The heated debate on private addiction recovery homes in the Frankford neighborhood of Philadelphia takes the front stage in a story I wrote for today’s Philadelphia Weekly.
It’s 1997, and Jeffrey Jackson is getting wet.
He’s balled up, trying to sleep inside New Way Out, an addiction-recovery house in Kensington.
The 28-year-old addict is in the process of kicking heroin after moving on from cocaine, but he’s starving and sweating and can’t somebody stop that damn rain from coming in?
“I told the director, ‘Hey, your roof is leaking,’” Jackson says now. “The guy looked at me with a straight face and said, ‘Then move your bed.’” Read the rest here.
Go there, read the story, comment and return here to check out the extra information and quotations that didn’t make it into my final story.
- “Some of the female houses in the area are good,” says Elvis Rosado, a therapist who has worked in Frankford drug rehabilitation clinics. “Unfortunately a lot of the male ones are not.”
- There are two types of licensed treatment facilities approved by the Pennsylvania Department of Health and partially funded by OAS: licensed inpatient treatment centers, ones that house and treat, and licensed outpatient treatment centers, ones that just offer counseling and medication. No one is squawking about them. But, including Jackson’s, Frankford has at least 25 privately-owned recovery homes, which house recovering addicts who are using outpatient services and require little more than a business-privilege license to open legally. Some estimate there are more than 50 of these private recovery homes, some better managed than others, which would make Frankford home to more than any other neighborhood in Philadelphia.
- The Office of Addiction Services is an agency within the Philadelphia Department of Behavioral Health and Mental Retardation Services
- At last week’s community meeting, Councilwoman Sanchez said she wanted to coordinate weekly meetings between the police department, L&I, residents and her office.
- “The civic is at a cross-roads,” says acting secretary Elizabeth Mccollum-Nazario. “Officially we have not said anything, but we’re leaning to saying no to all of them.”
- “If we say yes to his two-beds, how will that will be perceived when we say no to someone who wants 12 beds?” Mccollum-Nazario says. “Saying yes to two is still saying yes.”
- Frankford has found camraderie among the families that remain in the hard hit neighborhood, mostly in their criticism of these private recovery homes.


● WHAT YOU NEED TO DO
Reproduce every entry below exactly, minus the pictures.

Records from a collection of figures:
----

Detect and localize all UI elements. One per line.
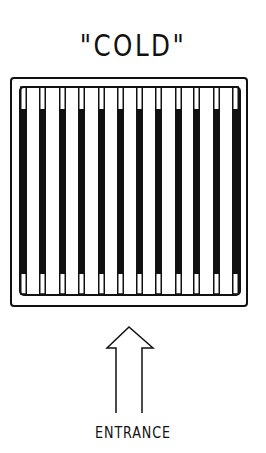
outer-frame — [11, 78, 247, 306]
tube — [155, 87, 162, 294]
cold-room-diagram — [0, 0, 266, 453]
entrance-label: ENTRANCE — [20, 424, 246, 442]
tube — [213, 87, 220, 294]
tube-array — [20, 87, 239, 294]
tube — [193, 87, 200, 294]
inner-frame — [20, 87, 240, 295]
tube — [59, 87, 66, 294]
tube — [98, 87, 105, 294]
tube — [117, 87, 124, 294]
tube — [232, 87, 239, 294]
tube — [136, 87, 143, 294]
tube — [39, 87, 46, 294]
tube — [20, 87, 27, 294]
tube — [78, 87, 85, 294]
tube — [175, 87, 182, 294]
entrance-arrow-icon — [107, 327, 153, 413]
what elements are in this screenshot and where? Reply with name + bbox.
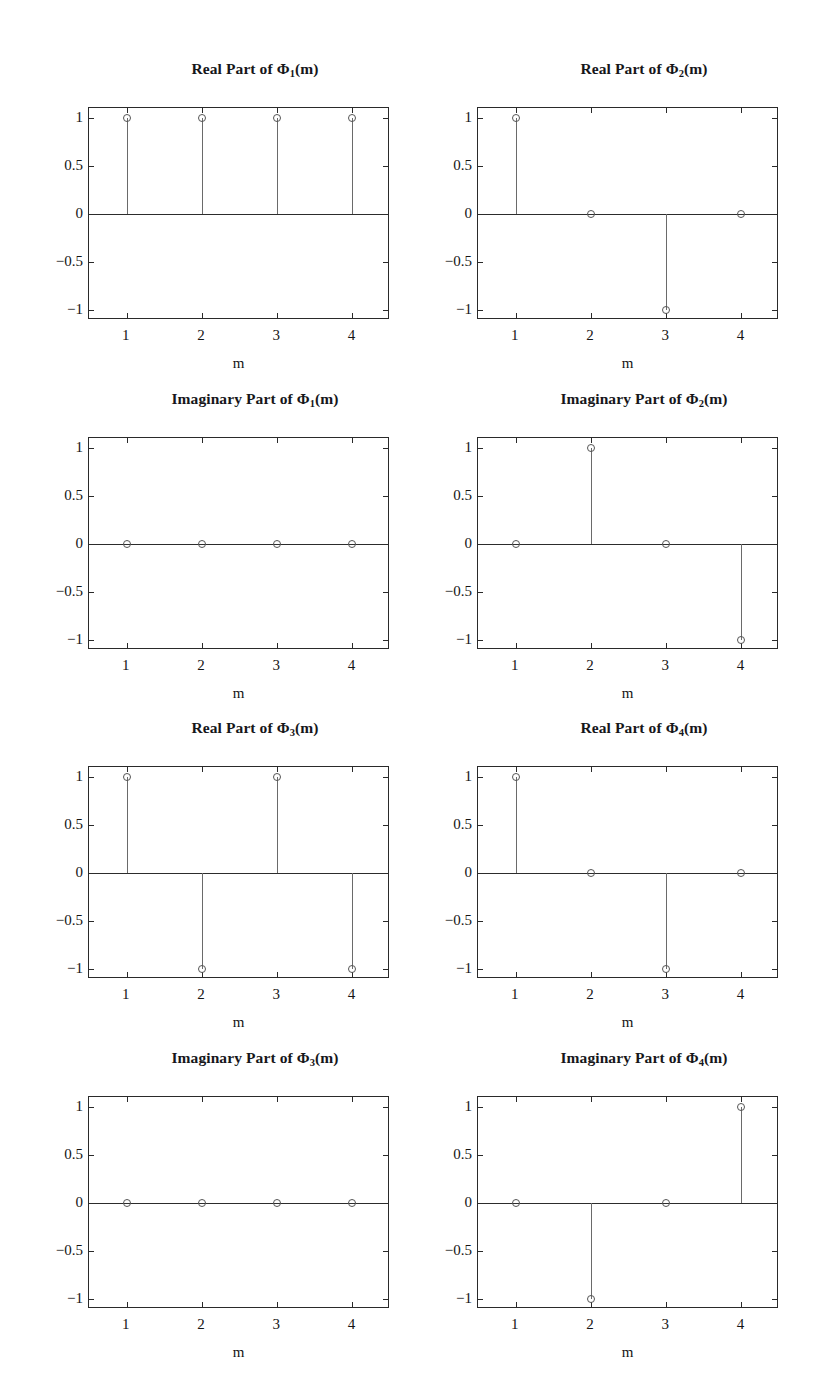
data-point-marker bbox=[273, 1199, 281, 1207]
x-axis-label: m bbox=[88, 355, 389, 372]
x-tick-label: 1 bbox=[495, 658, 535, 673]
x-tick-label: 4 bbox=[331, 328, 371, 343]
x-axis-label: m bbox=[477, 685, 778, 702]
panel-real-phi-1: Real Part of Φ1(m)1234−1−0.500.51m bbox=[60, 60, 450, 390]
figure-stem-plot-grid: Real Part of Φ1(m)1234−1−0.500.51mReal P… bbox=[0, 0, 834, 1385]
x-tick-mark bbox=[352, 313, 353, 318]
x-tick-mark-mirror bbox=[666, 108, 667, 113]
x-tick-label: 2 bbox=[570, 328, 610, 343]
y-tick-label: −1 bbox=[23, 961, 83, 976]
x-tick-label: 1 bbox=[106, 1317, 146, 1332]
y-tick-label: 0.5 bbox=[412, 817, 472, 832]
x-tick-mark bbox=[202, 643, 203, 648]
x-tick-mark-mirror bbox=[516, 767, 517, 772]
y-tick-label: −1 bbox=[23, 302, 83, 317]
stem-line bbox=[516, 118, 517, 214]
x-tick-mark bbox=[666, 643, 667, 648]
title-subscript: 2 bbox=[679, 68, 684, 79]
y-tick-mark-mirror bbox=[772, 777, 777, 778]
y-tick-mark bbox=[89, 640, 94, 641]
y-tick-label: −1 bbox=[23, 632, 83, 647]
zero-baseline bbox=[478, 1203, 777, 1204]
title-subscript: 4 bbox=[699, 1057, 704, 1068]
panel-title-real-phi-1: Real Part of Φ1(m) bbox=[60, 60, 450, 78]
y-tick-label: 1 bbox=[23, 440, 83, 455]
x-tick-label: 1 bbox=[106, 658, 146, 673]
x-tick-label: 3 bbox=[256, 328, 296, 343]
y-tick-mark bbox=[478, 592, 483, 593]
panel-title-imag-phi-2: Imaginary Part of Φ2(m) bbox=[449, 390, 834, 408]
y-tick-label: 1 bbox=[23, 769, 83, 784]
x-tick-mark-mirror bbox=[277, 767, 278, 772]
x-tick-label: 3 bbox=[645, 1317, 685, 1332]
y-tick-mark bbox=[478, 921, 483, 922]
x-tick-mark-mirror bbox=[127, 767, 128, 772]
title-prefix: Real Part of Φ bbox=[191, 60, 289, 77]
y-tick-label: −0.5 bbox=[23, 1243, 83, 1258]
x-tick-mark bbox=[666, 1302, 667, 1307]
plot-area-imag-phi-3: −1−0.500.51 bbox=[88, 1096, 389, 1308]
x-tick-mark-mirror bbox=[516, 438, 517, 443]
y-tick-mark bbox=[89, 262, 94, 263]
plot-area-real-phi-1: −1−0.500.51 bbox=[88, 107, 389, 319]
x-tick-mark-mirror bbox=[352, 108, 353, 113]
y-tick-mark bbox=[478, 166, 483, 167]
y-tick-mark bbox=[478, 1251, 483, 1252]
y-tick-label: 0.5 bbox=[412, 1147, 472, 1162]
x-tick-mark-mirror bbox=[516, 108, 517, 113]
y-tick-label: −1 bbox=[412, 302, 472, 317]
data-point-marker bbox=[587, 869, 595, 877]
x-tick-label: 2 bbox=[181, 658, 221, 673]
x-tick-mark bbox=[127, 643, 128, 648]
x-tick-label: 4 bbox=[331, 1317, 371, 1332]
y-tick-mark-mirror bbox=[772, 310, 777, 311]
title-suffix: (m) bbox=[684, 60, 708, 77]
y-tick-mark-mirror bbox=[772, 166, 777, 167]
zero-baseline bbox=[478, 873, 777, 874]
x-tick-mark bbox=[516, 1302, 517, 1307]
data-point-marker bbox=[273, 540, 281, 548]
stem-line bbox=[741, 544, 742, 640]
panel-imag-phi-2: Imaginary Part of Φ2(m)1234−1−0.500.51m bbox=[449, 390, 834, 720]
plot-area-imag-phi-4: −1−0.500.51 bbox=[477, 1096, 778, 1308]
title-subscript: 1 bbox=[290, 68, 295, 79]
panel-title-real-phi-2: Real Part of Φ2(m) bbox=[449, 60, 834, 78]
data-point-marker bbox=[273, 114, 281, 122]
x-axis-label: m bbox=[477, 355, 778, 372]
y-tick-mark-mirror bbox=[772, 262, 777, 263]
data-point-marker bbox=[512, 540, 520, 548]
x-tick-label: 4 bbox=[331, 658, 371, 673]
x-tick-label: 1 bbox=[495, 1317, 535, 1332]
title-suffix: (m) bbox=[704, 1049, 728, 1066]
x-tick-label: 2 bbox=[570, 658, 610, 673]
zero-baseline bbox=[478, 214, 777, 215]
x-tick-mark-mirror bbox=[741, 438, 742, 443]
y-tick-label: 0.5 bbox=[23, 488, 83, 503]
data-point-marker bbox=[198, 1199, 206, 1207]
y-tick-mark-mirror bbox=[383, 592, 388, 593]
y-tick-mark bbox=[478, 640, 483, 641]
y-tick-label: 1 bbox=[412, 769, 472, 784]
title-suffix: (m) bbox=[315, 390, 339, 407]
x-tick-mark bbox=[591, 313, 592, 318]
x-tick-label: 3 bbox=[645, 658, 685, 673]
x-axis-label: m bbox=[477, 1344, 778, 1361]
x-tick-label: 1 bbox=[106, 987, 146, 1002]
x-tick-mark-mirror bbox=[277, 1097, 278, 1102]
title-subscript: 3 bbox=[290, 727, 295, 738]
data-point-marker bbox=[737, 636, 745, 644]
y-tick-mark bbox=[478, 1155, 483, 1156]
x-tick-mark-mirror bbox=[352, 1097, 353, 1102]
x-tick-label: 3 bbox=[256, 658, 296, 673]
x-tick-label: 2 bbox=[181, 987, 221, 1002]
x-axis-label: m bbox=[88, 1344, 389, 1361]
x-tick-mark-mirror bbox=[591, 108, 592, 113]
y-tick-mark bbox=[478, 1107, 483, 1108]
x-tick-mark-mirror bbox=[277, 108, 278, 113]
x-tick-mark-mirror bbox=[741, 767, 742, 772]
y-tick-label: 0 bbox=[412, 206, 472, 221]
y-tick-mark bbox=[89, 921, 94, 922]
x-axis-label: m bbox=[88, 1014, 389, 1031]
x-tick-mark bbox=[741, 313, 742, 318]
data-point-marker bbox=[123, 1199, 131, 1207]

----

● RESULT
Detect and localize all UI elements. One per line.
outer-frame — [11, 78, 247, 306]
tube — [155, 87, 162, 294]
cold-room-diagram — [0, 0, 266, 453]
entrance-label: ENTRANCE — [20, 424, 246, 442]
tube — [213, 87, 220, 294]
tube-array — [20, 87, 239, 294]
tube — [193, 87, 200, 294]
inner-frame — [20, 87, 240, 295]
tube — [59, 87, 66, 294]
tube — [98, 87, 105, 294]
tube — [117, 87, 124, 294]
tube — [232, 87, 239, 294]
tube — [136, 87, 143, 294]
tube — [39, 87, 46, 294]
tube — [20, 87, 27, 294]
tube — [78, 87, 85, 294]
tube — [175, 87, 182, 294]
entrance-arrow-icon — [107, 327, 153, 413]
what elements are in this screenshot and where? Reply with name + bbox.
data-point-marker bbox=[273, 1199, 281, 1207]
x-axis-label: m bbox=[88, 355, 389, 372]
x-tick-label: 1 bbox=[495, 658, 535, 673]
x-tick-label: 4 bbox=[331, 328, 371, 343]
x-axis-label: m bbox=[477, 685, 778, 702]
panel-real-phi-1: Real Part of Φ1(m)1234−1−0.500.51m bbox=[60, 60, 450, 390]
figure-stem-plot-grid: Real Part of Φ1(m)1234−1−0.500.51mReal P… bbox=[0, 0, 834, 1385]
x-tick-mark bbox=[352, 313, 353, 318]
x-tick-mark-mirror bbox=[666, 108, 667, 113]
x-tick-label: 2 bbox=[570, 328, 610, 343]
y-tick-label: −1 bbox=[23, 961, 83, 976]
x-tick-label: 1 bbox=[106, 1317, 146, 1332]
y-tick-label: 0.5 bbox=[412, 817, 472, 832]
x-tick-mark bbox=[202, 643, 203, 648]
x-tick-mark-mirror bbox=[516, 767, 517, 772]
y-tick-label: −1 bbox=[23, 302, 83, 317]
stem-line bbox=[516, 118, 517, 214]
x-tick-mark bbox=[666, 643, 667, 648]
title-subscript: 2 bbox=[679, 68, 684, 79]
y-tick-mark-mirror bbox=[772, 777, 777, 778]
y-tick-mark bbox=[89, 640, 94, 641]
y-tick-label: −1 bbox=[23, 632, 83, 647]
zero-baseline bbox=[478, 1203, 777, 1204]
title-subscript: 4 bbox=[699, 1057, 704, 1068]
panel-title-real-phi-1: Real Part of Φ1(m) bbox=[60, 60, 450, 78]
y-tick-label: 1 bbox=[23, 440, 83, 455]
x-tick-label: 1 bbox=[106, 658, 146, 673]
x-tick-label: 3 bbox=[256, 328, 296, 343]
y-tick-mark bbox=[478, 592, 483, 593]
panel-title-imag-phi-2: Imaginary Part of Φ2(m) bbox=[449, 390, 834, 408]
y-tick-label: 1 bbox=[23, 769, 83, 784]
x-tick-mark-mirror bbox=[277, 767, 278, 772]
x-tick-label: 3 bbox=[645, 1317, 685, 1332]
y-tick-mark bbox=[478, 921, 483, 922]
x-tick-mark-mirror bbox=[127, 767, 128, 772]
title-prefix: Real Part of Φ bbox=[191, 60, 289, 77]
y-tick-label: −0.5 bbox=[23, 1243, 83, 1258]
x-tick-mark bbox=[666, 1302, 667, 1307]
plot-area-imag-phi-3: −1−0.500.51 bbox=[88, 1096, 389, 1308]
x-tick-mark-mirror bbox=[516, 438, 517, 443]
y-tick-mark bbox=[89, 262, 94, 263]
plot-area-real-phi-1: −1−0.500.51 bbox=[88, 107, 389, 319]
x-tick-mark-mirror bbox=[352, 108, 353, 113]
y-tick-mark bbox=[478, 166, 483, 167]
y-tick-mark bbox=[478, 1251, 483, 1252]
y-tick-label: 0.5 bbox=[412, 1147, 472, 1162]
x-tick-mark-mirror bbox=[516, 108, 517, 113]
y-tick-label: −1 bbox=[412, 302, 472, 317]
data-point-marker bbox=[587, 869, 595, 877]
x-tick-label: 2 bbox=[181, 658, 221, 673]
x-tick-mark bbox=[127, 643, 128, 648]
x-tick-label: 4 bbox=[331, 1317, 371, 1332]
y-tick-mark-mirror bbox=[772, 310, 777, 311]
title-suffix: (m) bbox=[684, 60, 708, 77]
y-tick-mark-mirror bbox=[772, 166, 777, 167]
zero-baseline bbox=[478, 873, 777, 874]
x-tick-mark bbox=[516, 1302, 517, 1307]
data-point-marker bbox=[273, 540, 281, 548]
stem-line bbox=[741, 544, 742, 640]
panel-imag-phi-2: Imaginary Part of Φ2(m)1234−1−0.500.51m bbox=[449, 390, 834, 720]
plot-area-imag-phi-4: −1−0.500.51 bbox=[477, 1096, 778, 1308]
title-subscript: 1 bbox=[290, 68, 295, 79]
panel-title-real-phi-2: Real Part of Φ2(m) bbox=[449, 60, 834, 78]
data-point-marker bbox=[273, 114, 281, 122]
x-axis-label: m bbox=[477, 355, 778, 372]
y-tick-mark-mirror bbox=[772, 262, 777, 263]
data-point-marker bbox=[512, 540, 520, 548]
x-tick-label: 4 bbox=[331, 658, 371, 673]
x-tick-label: 1 bbox=[495, 1317, 535, 1332]
title-suffix: (m) bbox=[704, 1049, 728, 1066]
x-tick-label: 2 bbox=[570, 658, 610, 673]
zero-baseline bbox=[478, 214, 777, 215]
x-tick-mark-mirror bbox=[741, 438, 742, 443]
y-tick-label: 0.5 bbox=[23, 488, 83, 503]
data-point-marker bbox=[198, 1199, 206, 1207]
y-tick-mark-mirror bbox=[383, 592, 388, 593]
y-tick-mark bbox=[478, 640, 483, 641]
y-tick-label: 1 bbox=[412, 769, 472, 784]
title-suffix: (m) bbox=[315, 390, 339, 407]
x-tick-mark bbox=[591, 313, 592, 318]
x-tick-label: 3 bbox=[645, 658, 685, 673]
x-axis-label: m bbox=[477, 1344, 778, 1361]
x-tick-label: 1 bbox=[106, 987, 146, 1002]
x-tick-mark-mirror bbox=[277, 1097, 278, 1102]
title-subscript: 3 bbox=[290, 727, 295, 738]
data-point-marker bbox=[737, 636, 745, 644]
y-tick-mark bbox=[478, 1155, 483, 1156]
x-tick-mark-mirror bbox=[352, 1097, 353, 1102]
x-tick-label: 3 bbox=[256, 658, 296, 673]
x-tick-label: 2 bbox=[181, 987, 221, 1002]
x-axis-label: m bbox=[88, 1344, 389, 1361]
x-tick-mark-mirror bbox=[591, 108, 592, 113]
y-tick-mark bbox=[478, 1107, 483, 1108]
x-tick-mark-mirror bbox=[277, 108, 278, 113]
x-tick-mark-mirror bbox=[741, 767, 742, 772]
y-tick-label: 0 bbox=[412, 206, 472, 221]
y-tick-mark bbox=[89, 921, 94, 922]
x-axis-label: m bbox=[88, 1014, 389, 1031]
x-tick-mark bbox=[741, 313, 742, 318]
data-point-marker bbox=[123, 1199, 131, 1207]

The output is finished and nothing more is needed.